Joel's face was unreadable, but then it often was. Impassivity incarnate with high cheekbones; it reminded him of Scott, but Scott would give himself away with other mannerisms, behaviours that betrayed him. The only thing Joel's body language ever expressed was fear. The nerves were the problem, as Hank and Visineau had both told him.
"You didn't want that," Charles continued quietly. "You didn't want to die; I'm certain of that, even if I haven't understood anything else you've said or done. Do you know how I knew?"
Joel shook his head silently.
"I knew because the eyes of Bishop Laval are still closed."
Joel's eyes widened a bit, and Charles caught the flicker of expression from the studied deadpan to genuine blankness. "What?"
Just then, Scott came in, bearing a newspaper and looking grim. He handed the paper to Joel, and then sat down across from Charles, resting his elbows on his knees.
The newspaper was the Toronto Star, and Scott had probably gone to some trouble to find it. It was a nice gesture; Joel devoured newspapers, on days when he could read, and especially liked to keep up with the news from home. Scott noticed things like that, and had tried to bring the boy something he liked, only to be the literal bearer of bad news. On the front page was a photo of an attractive suburban house, with a mailbox at the end of the driveway blown inside out, aluminium and yellow plastic scattered on the sidewalk. In the background were an ambulance and a fire truck. The headline was the single word MASSACRE.
"What is it?" Charles asked Scott.
Scott rubbed his eyes under the glasses. "One human rights official killed by a mail bomb, two RCMP officers killed, one member of Parliament killed, and one Senator kidnapped."
"Who?" Joel demanded.
"Canadian Front for Humanity, apparently. They gave a statement to the media claiming responsibility."
"No, who was kidnapped?"
Scott shook his head. "Name hasn't been released yet. They're informing the next of kin."
"Jesus God," Joel whispered, scanning the article. "Two Mounties, Jesus, right on the Hill."
He rustled the pages, spreading them out over the bed. Charles almost wanted to put a comforting hand on Joel's shoulder, but they had never had a touching relationship. Neither of them was the type.
Joel was so agitated that he began to flicker at the edges, and reading the statement released by the CFH, he made a sound somewhere between a cough and a sob. "Jesus," he said again. "They killed Marin Leavitt, my God."
"Did you know him?" said Scott.
"My dad's friend.

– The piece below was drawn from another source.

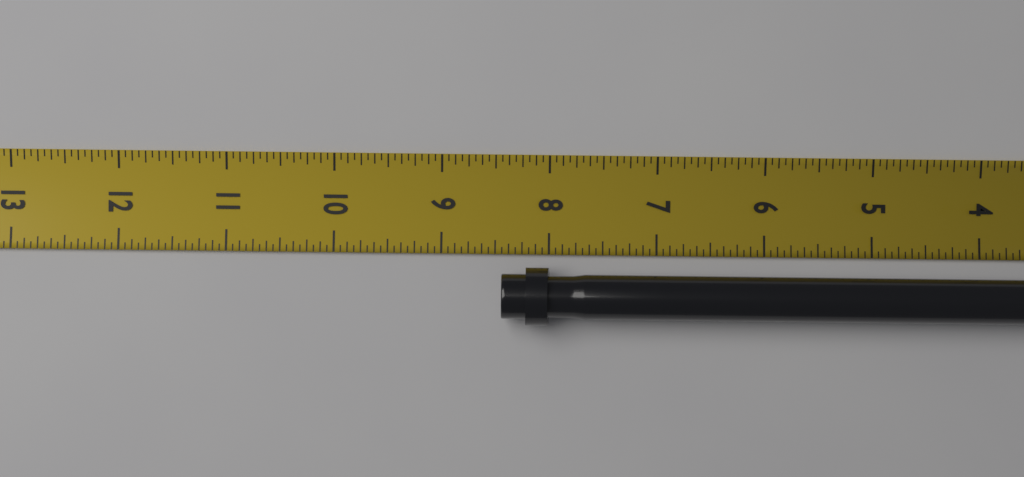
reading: 8.4375 in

Why the fuck would they do that to him? CHRC never does anything. Jesus."
Charles handed him the cup of ginger ale. "Rest your voice, Joel. I'm very sorry."

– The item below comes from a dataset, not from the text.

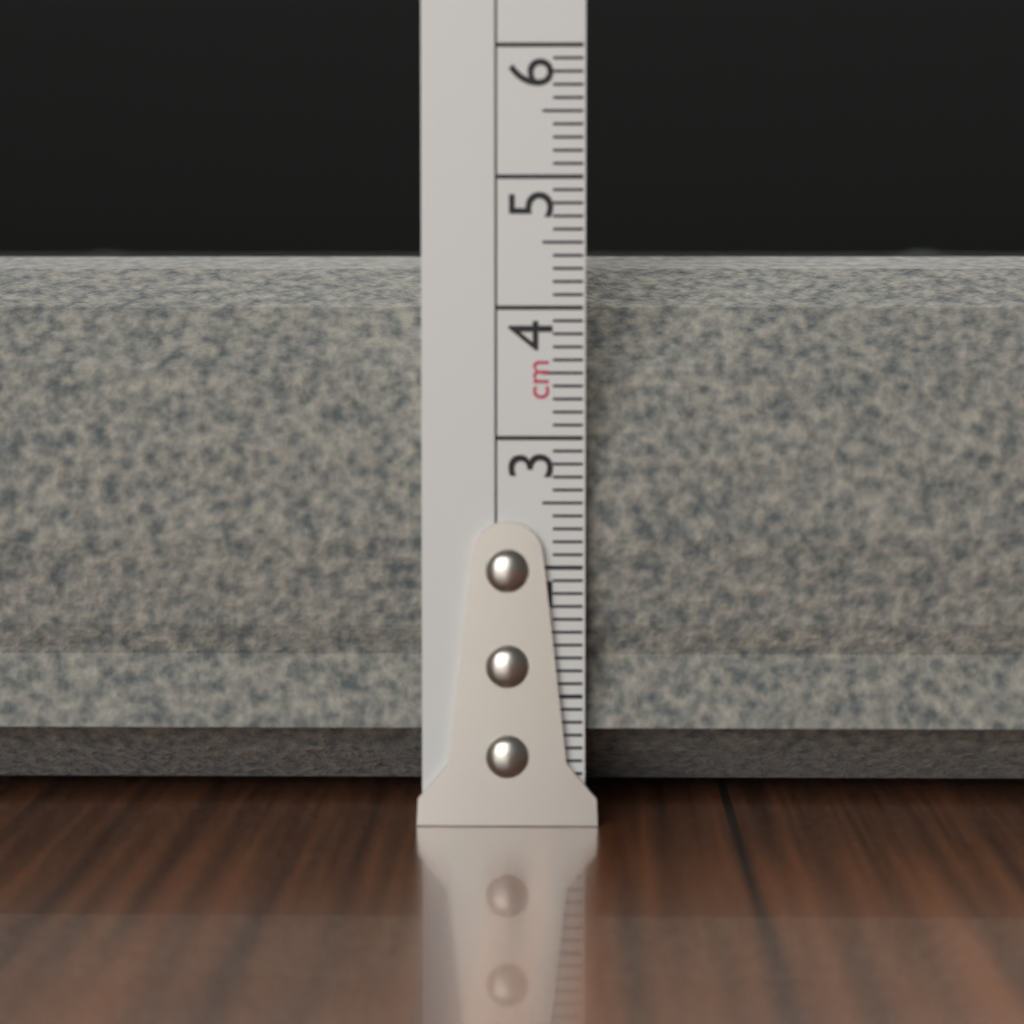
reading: 4.6 cm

Joel took the cup but didn't drink. His voice was raw and cracking. "Why release his name and not the Senator's? Fucking Star."
Then, to Charles's surprise, Scott leaned over and pulled Joel into a tight embrace. It was awkward, all elbows and fists, but Scott held on and when they broke apart, Joel was red-eyed and Scott had a faint sheen of snot on his shoulder.
The black and white picture on the inner pages was almost a twin to the fine shot of the Parliament buildings that Charles had seen in Joel's heavy book of photography, the one labelled with a quote from a poem: "The far-off city, towered and roofed in blue / The bell-tongued city with its glorious towers."

Quotes and Notes: The book on Joel's desk is Roloff Beny's classic book of Canadian photography, To Everything There Is a Season: Roloff Beny in Canada. You can see the picture of the Bishop of Laval here.
Beny quotes two Archibald Lampman sonnets ("The City" and "Winter Uplands") to form the quote at the end of this chapter. Lampman was another Confederation poet, like Sir Charles God Damn Roberts, who lived in Ottawa for a number of years.